Australia’s recent rough-and-tumble politics have famously produced four prime ministers in three years but perhaps none so divisive as Tony Abbott, who was known, among other fringe stands, for his rejection of climate-change science and his love of coal.
Abbott is out, Malcolm Turnbull is back in, and one of the most carbon-intensive economies in the world has some sensible leadership at last as it embarks on an energy transition that is gaining momentum.
Australia has always gotten most of its electricity from coal-fired generation, and coal is one of our two biggest exports. Both traditions are at risk—indeed doomed in the long term —as the global energy economy shifts. Where Abbott clung to a status-quo outlook that refused to see the light, Turnbull is a realist who knows change is on the way.
It’s not overstating things to say Abbott’s ouster is of geopolitical significance. Australia—a country of only 23 million people—is a linchpin in global coal markets. When Australia talks about coal, people listen, and Turnbull’s ascension suggests the country will no longer be the disruptive laggard in a world that is lurching toward consensus on climate-change policy.
In the short term, expect Turnbull’s government to pursue a rational, steady policy that stops fighting climate-change science and allows Australian institutions—utility companies, investment banks, and mining-intensive regional economies—to prepare for change. That said, none of this means Australia is going to reverse course overnight. Substantial new energy-policy mandates aren’t likely to materialize until after next year’s national elections, but when they do they will be major: Fewer subsidies for the coal industry, serious expansion of energy-efficiency programs, crucial policy support for energy efficiency and solar- and wind-generation, and abandonment of long-term, taxpayer-funded infrastructure schemes to support ever more coal mines.
AUSTRALIA WILL BEGIN WORKING IN EARNEST NOW TO EXCEED THE LESS THAN AMBITIOUS 26 TO 28 PERCENT REDUCTION IN CARBON EMISSIONS the Abbott government said it was shooting for by 2030. Turnbull will wait for global momentum to build before proposing more ambitious goals that reflect a serious, fairer Australian contribution. His rise at the very least means Australia is no longer fighting a ‘lost war for coal’, to paraphrase Appalachian Power President Charles Patton’s insightful comments of last week.
Indeed, the government is poised under Turnbull’s leadership to embrace its obligations on climate-change management, and this is good news of course in a global sense. It’s also good news for Australia, whose all-important energy sector has been in a state of uncertainty from often-erratic government energy policies and a general lack of transparency in this realm, combined with the complete and ‘unexpected’ collapse in values of oil, liquid natural gas, coking and thermal coal.

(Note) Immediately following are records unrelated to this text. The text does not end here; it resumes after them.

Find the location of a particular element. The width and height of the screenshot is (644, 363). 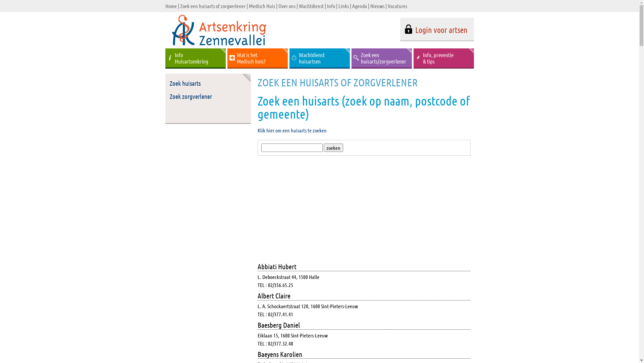

Zoek een huisarts/zorgverlener is located at coordinates (382, 58).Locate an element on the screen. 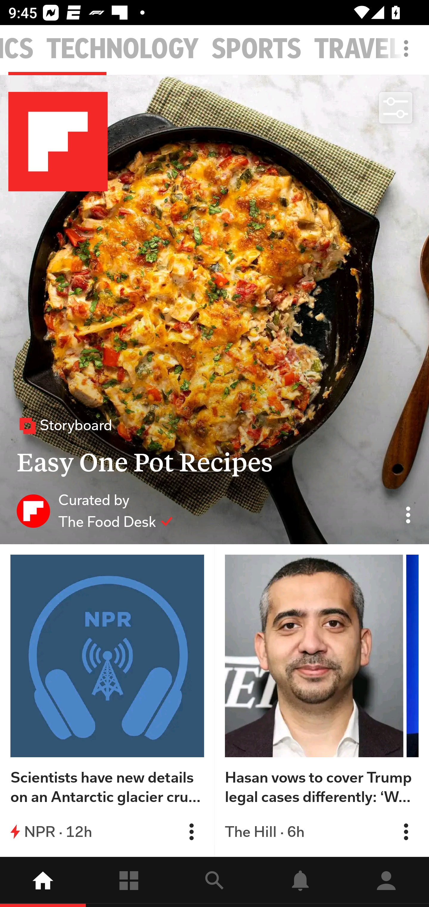 This screenshot has height=907, width=429. Notifications is located at coordinates (301, 882).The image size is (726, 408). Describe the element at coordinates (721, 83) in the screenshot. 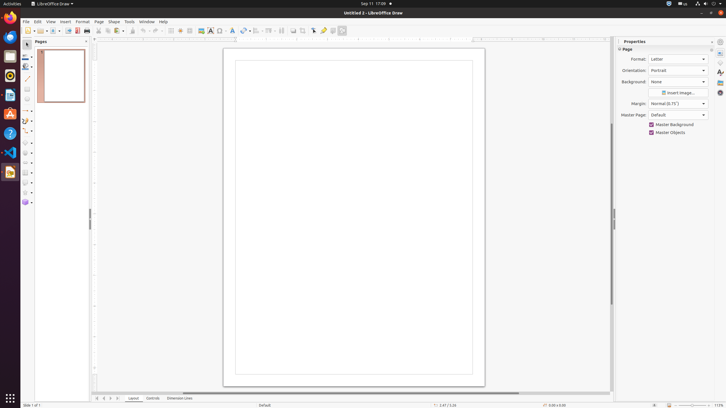

I see `Gallery` at that location.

Specifically, the Australian energy economy immediately benefits under Turnbull by seeing the Clean Energy Finance Corporation (CEFC) preserved and even having its scope expanded. This important and successful investment bank, under constant fire from Abbott’s government, provides crucial publically backed financing for the commercialization and deployment of proven low-emissions technologies.
The Australian Renewable Energy Agency (ARENA) will also now continue its invaluable work, expanding vital research and development n emerging low-carbon technology, where it has been instrumental in proving the commercial viability of new forms of clean energy.

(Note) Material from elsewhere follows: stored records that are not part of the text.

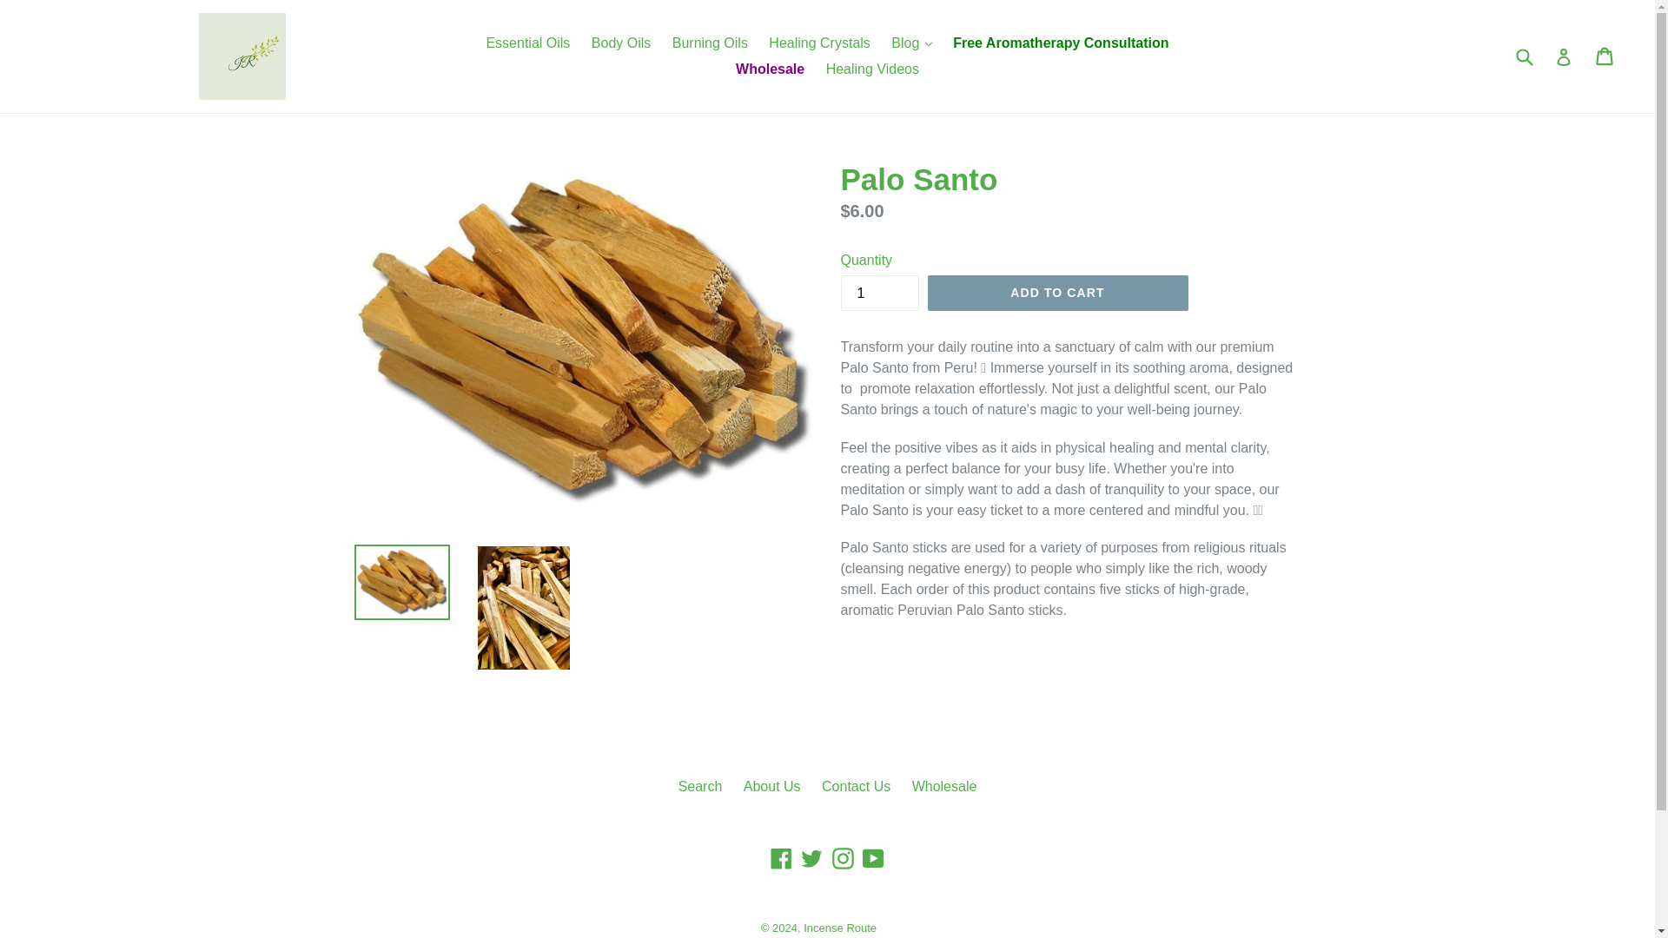 The width and height of the screenshot is (1668, 938). I want to click on 1, so click(879, 293).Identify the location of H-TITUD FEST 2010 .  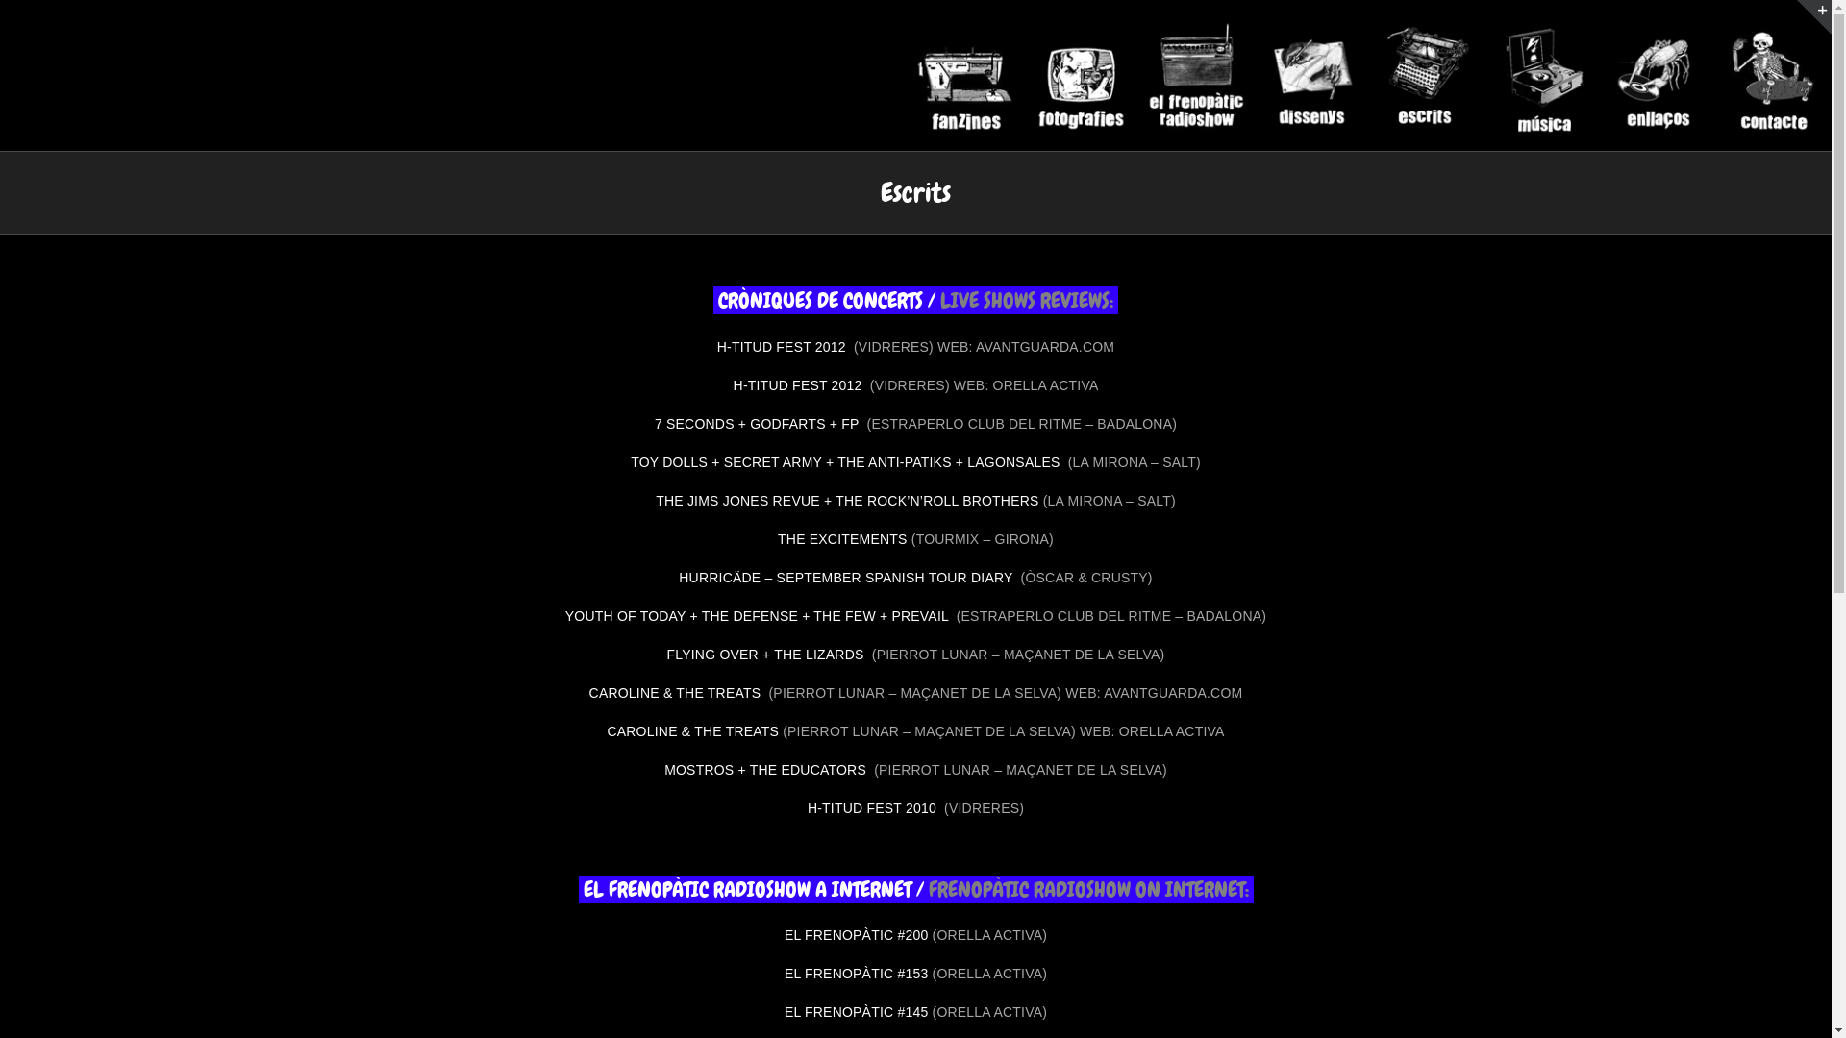
(874, 808).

As part of Australia’s step-up in its global contribution, it would not surprise IEEFA if we were to see an expansion of the ARENA and CEFC mandates to allow an international focus such that Australian innovation, technology leadership, engineering and financial institutions start contributing to lower carbon solution deployments in Asia and India.
Australia has an officially legislated target of 33,000 gigawatt hours of electricity production from renewable sources by 2020—a goal constantly undermined under Abbott—and his removal allows now for investment to resume apace in that realm and for an orderly electricity-generation transition to start. The seeds for change are being planted as we speak. Just this month, the government of Queensland approved and even extended regulatory encouragement to a $275 million solar project by Fotowatio Renewable Ventures of Spain, the first of many such ventures to come.
Meantime, outdated and misguided projects will fall by the wayside, which is where they belong. Exhibit A on this point is a long-languishing proposal by Adani Group to build a vast new mine, rail and port project in the Galilee Basin of Northern Queensland. Abbott’s government clung stubbornly to its hopes for this $10 billion coal-development project by offering significant taxpayer subsidies. But no investment bank has been willing to offer the necessary private-sector support—and for good reason. Indeed, Goldman Sachs last month markedly lowered its long-term outlook for global coal markets and said thermal-coal markets are in structural decline. It may be entirely coincidental, but it may be worthy noting, too, that Turnbull is the former lead executive for Goldman Sachs in Australia.
Australia under his leadership is poised now to rejoin most of the rest of the world in working toward a global transformation by adopting a prosperous and sustainable new energy economy.
Tim Buckley is IEEFA’s director of Energy Finance Studies, Australasia.